Great to see a fine film that got lost in the shuffle get a second chance.
Ain't It Cool posted this entry last fall that whets the appetite for Kelly's next feature Knowing, which he'll get to start next year, the fickle and mad gods of Hollywood allowing...
If you're reading this tonight, TCM has a great (though disparate) quartet of movies on starting at 11PM PT: Godard's Le Petit Soldat, classic suspense thriller The Day of the Jackal, William Wyler's classis 1936 drama Dodsworth and Kansas City Confidential, a very good noir indeed.
If you're reading this later, check these out on your own
The invention of the quartz clock in the '30s proved 18th century astronomers right: the earth's spin was slowing down. Now atomic clocks say since 1999 it's been speeding up (scroll down to Bruce Sterling's column).

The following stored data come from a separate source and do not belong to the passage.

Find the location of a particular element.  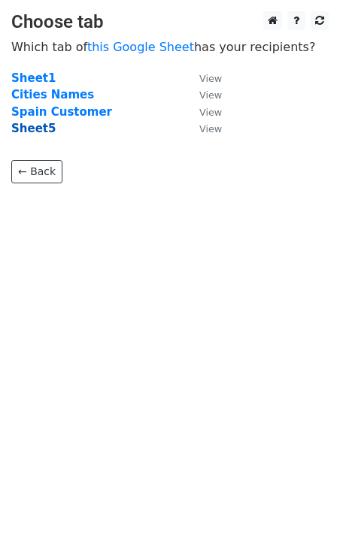

a: Sheet1 is located at coordinates (33, 78).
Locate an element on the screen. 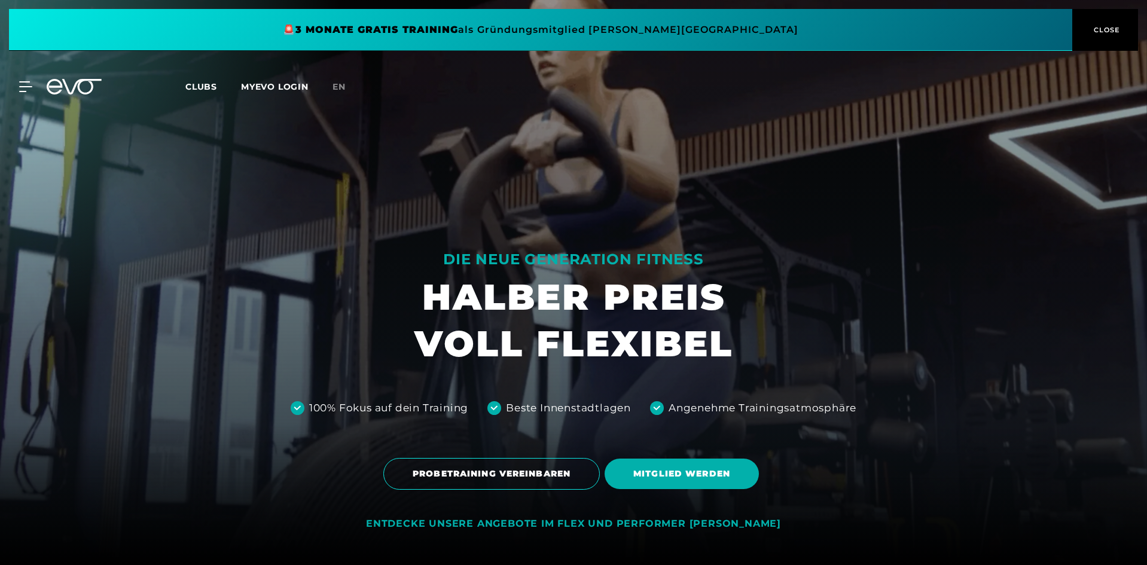 Image resolution: width=1147 pixels, height=565 pixels. div: DIE NEUE GENERATION FITNESS is located at coordinates (574, 260).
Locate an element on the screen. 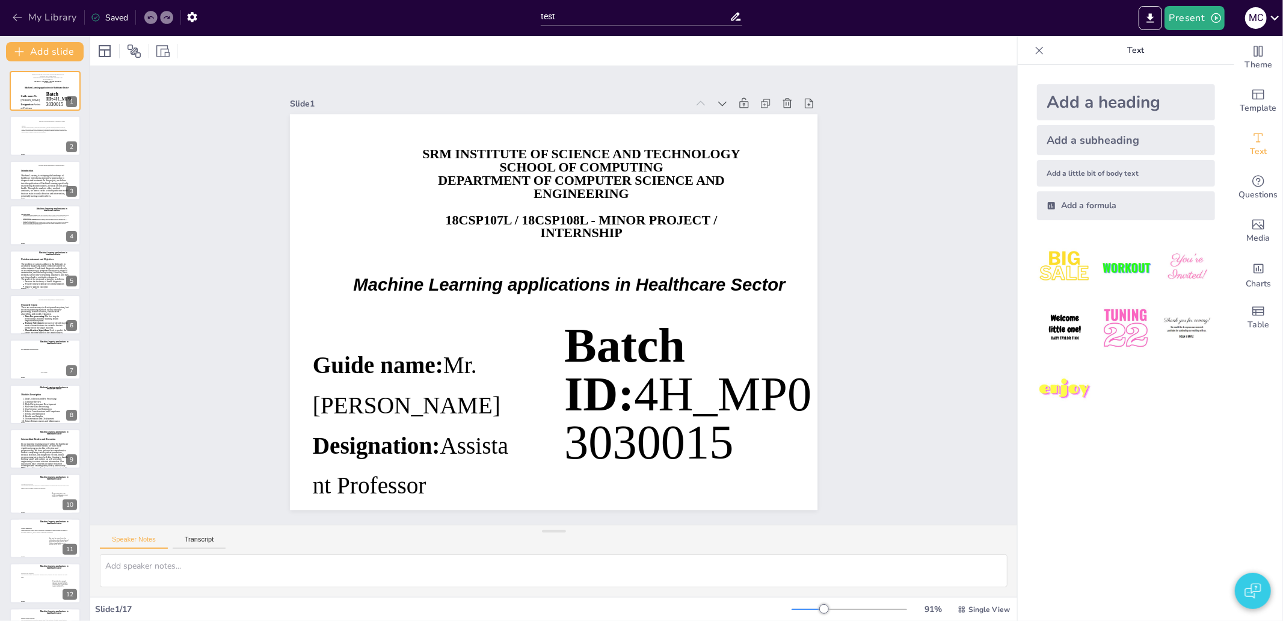 Image resolution: width=1283 pixels, height=621 pixels. div: Layout is located at coordinates (105, 51).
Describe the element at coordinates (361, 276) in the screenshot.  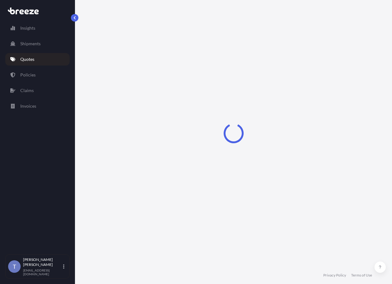
I see `a: Terms of Use` at that location.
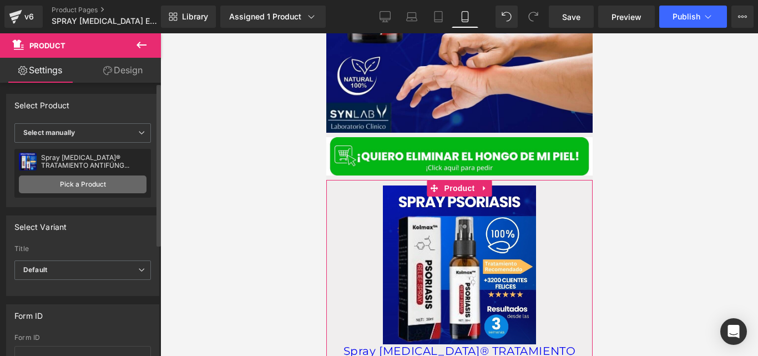 The height and width of the screenshot is (356, 758). I want to click on b: Select manually, so click(49, 132).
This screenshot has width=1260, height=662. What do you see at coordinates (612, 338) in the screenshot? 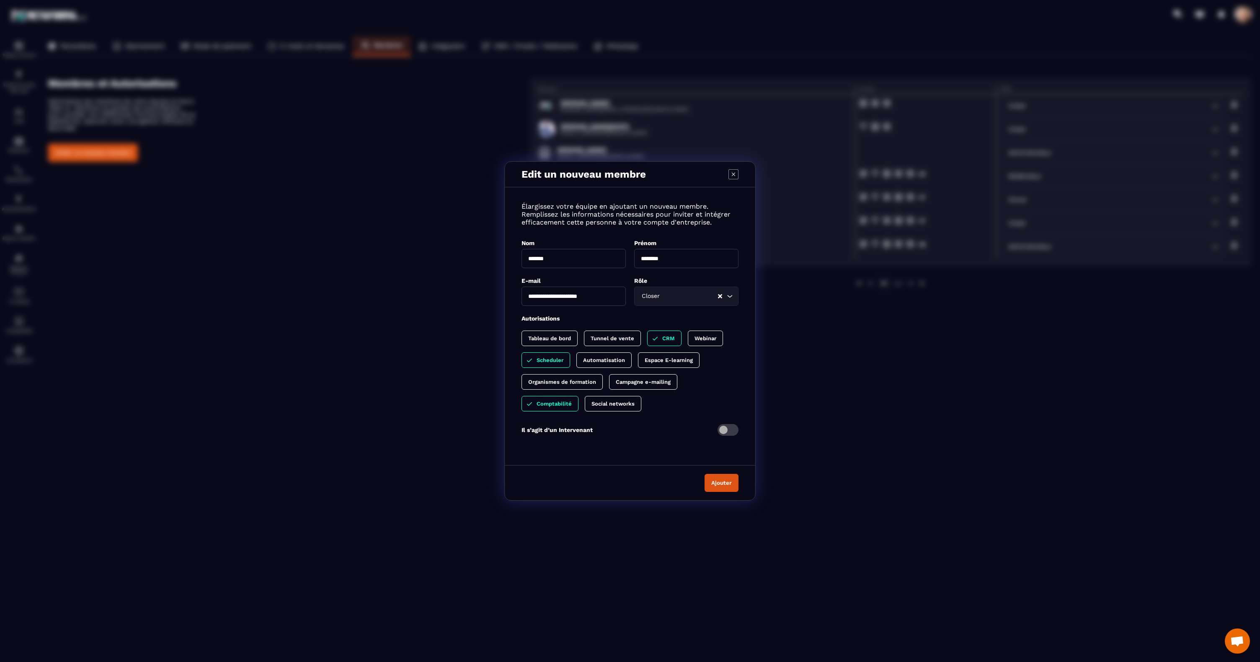
I see `p: Tunnel de vente` at bounding box center [612, 338].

The total opposition in the styles of Parfrey and Metzger would make it hard to believe initially that they are in the same line of work. Apart from the cigarette readily to hand, Metzger might be mistaken for a suit-on-the-make, and has indeed been a privateer on the corporate high seas for more than a decade, cutting deals and shivering cyber-timbers in the wild woolly web world of the 1990s. Parfrey is far more the traditional bohemian publisher, with roots in postpunk, sex, drugs, body piercing, tattoos, and G.G. Allin. His 1987 book Apocalypse Culture became the bible of social deviants and rebels-without-a-clue in the terminal Reagan times of serial killers, Satanic conspiracy, Iran-Contra, and Michael Jackson as the Antichrist. If Metzger resembles the counterculture's own Agent Smith, Parfrey is its veteran Jedi in black shirt and pants who wears weary resignation like a battle scar. "I keep thinking you can get to the bottom of human behavior, that it can never get any more sordid or pathetic," Parfrey says, "but I'm always wrong."

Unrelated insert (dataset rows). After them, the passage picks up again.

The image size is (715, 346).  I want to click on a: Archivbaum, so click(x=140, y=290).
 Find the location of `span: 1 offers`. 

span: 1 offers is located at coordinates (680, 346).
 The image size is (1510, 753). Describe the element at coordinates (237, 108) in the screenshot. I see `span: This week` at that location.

The bond between the two men is that they publish material major publishing houses would not touch without a hazmat suit. Their product plumbs the depths of the difficult, decadent, and disturbing, and neither is afraid to confront that old Nietzschean abyss, or present ideas so far out in left field that they might encounter aliens on the return trip. The cultural possibilities in this first decade of the 21st century have been made infinitely diverse by huge leaps in communications technology, and both men are pushing these possibilities to the limit. They create their share of shock, surprise, and consternation, which is no easy task in a world that attempts to encompass everything from pop mannequin Ryan Seacrest to young gay men establishing their queer identity by deliberately becoming HIV-positive. An added plus is that both Parfrey and Metzger have based themselves in Los Angeles, helping to negate the jibes of "less culture than yogurt."
The music industry says it repeatedly, with passion and conviction: downloading hurts sales.
That statement is at the heart of the war on file sharing, both of music and movies, and underpins lawsuits against thousands of music fans, as well as legislation approved last week by a House Judiciary subcommittee that would create federal penalties for using what is known as peer-to-peer technology to download copyrighted works. It is also part of the reason that the Justice Department introduced an intellectual-property task force last week that plans to step up criminal prosecutions of copyright infringers.
But what if the industry is wrong, and file sharing is not hurting record sales?
It might seem counterintuitive, but that is the conclusion reached by two economists who released a draft last week of the first study that makes a rigorous economic comparison of directly observed activity on file-sharing networks and music buying.
"Downloads have an effect on sales which is statistically indistinguishable from zero, despite rather precise estimates," write its authors, Felix Oberholzer-Gee of the Harvard Business School and Koleman S. Strumpf of the University of North Carolina at Chapel Hill.